Heating up the global-warming issue
Mayors told that change must start at grass roots
All those shots of reporters clinging to patio railings as wind pushes their bodies horizontal, all while giving a report on hurricane damage, is great television.
Global warming is another matter.
"Climate change doesn't make for as good TV," Heidi Cullen, the Weather Channel's climate expert and reporter, told 45 U.S. mayors gathered for the "Sundance Summit: A Mayor's Gathering on Climate Protection."
And oftentimes in America, what people care about is what makes for good TV. So those looking to get Americans to stand up and take notice of global warming have their work cut out for them, Cullen told the mayors gathered for the three-day conference, which ends today at Sundance Resort in Provo Canyon.
Global warming is already happening, scientists told the mayors, and it's too late to stop many of the effects the phenomenon will have over the next 100 years. Glaciers are melting, ocean temperatures are rising, spring is coming earlier and fall coming later.
"There is some climate change we are going to have to cope with no matter what we do on the mitigation side," Rosina Beirbaum, dean of the school of Natural Resources and Environment at the University of Michigan, said.
If trends continue, in 100 years Illinois will become as hot as Texas is now. Minnesota will be like Oklahoma and so on, Beirbaum said.

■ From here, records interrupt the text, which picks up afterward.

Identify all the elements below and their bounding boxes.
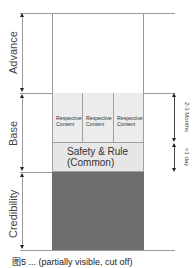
figure-caption: 图5 ... (partially visible, cut off)	[12, 255, 132, 268]
credibility-label: Credibility	[7, 190, 19, 238]
base-axis-line	[22, 95, 23, 170]
base-label: Base	[7, 121, 19, 146]
common-label: (Common)	[67, 157, 143, 168]
respective-content-box-3: Respective Content	[114, 93, 144, 142]
arrow-up-icon	[20, 173, 24, 177]
arrow-up-icon	[20, 13, 24, 17]
arrow-up-icon	[172, 93, 176, 97]
credibility-axis-line	[22, 174, 23, 248]
arrow-down-icon	[20, 245, 24, 249]
arrow-up-icon	[172, 143, 176, 147]
advance-label: Advance	[7, 31, 19, 74]
respective-content-label: Respective Content	[56, 115, 82, 127]
arrow-down-icon	[172, 168, 176, 172]
arrow-down-icon	[20, 167, 24, 171]
respective-content-label: Respective Content	[117, 115, 143, 127]
safety-rule-label: Safety & Rule	[67, 146, 143, 157]
arrow-up-icon	[20, 94, 24, 98]
respective-content-label: Respective Content	[86, 115, 112, 127]
credibility-block	[52, 172, 144, 250]
arrow-down-icon	[20, 88, 24, 92]
duration-axis-line-day	[174, 144, 175, 170]
advance-region	[52, 13, 144, 93]
duration-axis-line-months	[174, 95, 175, 140]
bottom-boundary-line	[20, 250, 175, 251]
safety-rule-common-box: Safety & Rule (Common)	[52, 142, 144, 172]
respective-content-box-1: Respective Content	[52, 93, 83, 142]
arrow-down-icon	[172, 138, 176, 142]
respective-content-box-2: Respective Content	[83, 93, 114, 142]
duration-day-label: <1 day	[184, 148, 190, 166]
advance-axis-line	[22, 15, 23, 91]
duration-months-label: 2-3 Months	[184, 102, 190, 132]
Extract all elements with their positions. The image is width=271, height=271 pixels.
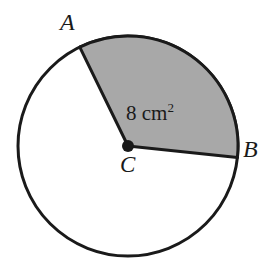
area-unit: cm (142, 101, 168, 125)
center-point-dot (122, 140, 134, 152)
figure-canvas (0, 0, 271, 271)
circle-sector-figure: A B C 8 cm2 (0, 0, 271, 271)
area-unit-exponent: 2 (167, 100, 174, 115)
point-label-a: A (60, 10, 75, 34)
sector-area-label: 8 cm2 (126, 103, 174, 124)
point-label-b: B (243, 137, 258, 161)
center-label-c: C (120, 153, 135, 176)
area-value: 8 (126, 101, 137, 125)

Trees and plants that once grew in a certain state will migrate with the climate. Already scientists are seeing animals migrate north as temperatures rise or move their habitats to higher elevations, she said.
Barracudas and other tropical fish are now found in the Mediterranean Sea, added Jean-Michel Cousteau, the son of legendary explorer Jacques Cousteau.
But all these changes have been so gradual, associated with a 1.1-degree temperature increase in the Earth's climate over the past 140 years, that many people outside the scientific arena haven't cared much, speakers said.
It's not like a hurricane, after all, where the impact is immediate.
So getting people to care and do something about it is of particular concern to the mayors gathered for the summit, organized by Salt Lake City Mayor Rocky Anderson, movie mogul Robert Redford and the International Council for Local Environmental Initiatives.
"A lot of the time people care so much about their own back yard that they aren't concerned of things that appear to be in the cosmos," Redford said, explaining the American public's general ambivalence toward global warming.
But, he added, "I think that's changing."
Getting people to care means showing them how global warming will affect their lives. Many speakers pointed to the 1995 heat wave in Chicago that killed hundreds. Such heat waves will become more common, so cities should take notice. Also, considering growth that cities deal with, water sources will be affected by climate change. Some places might see more rainfall, others less.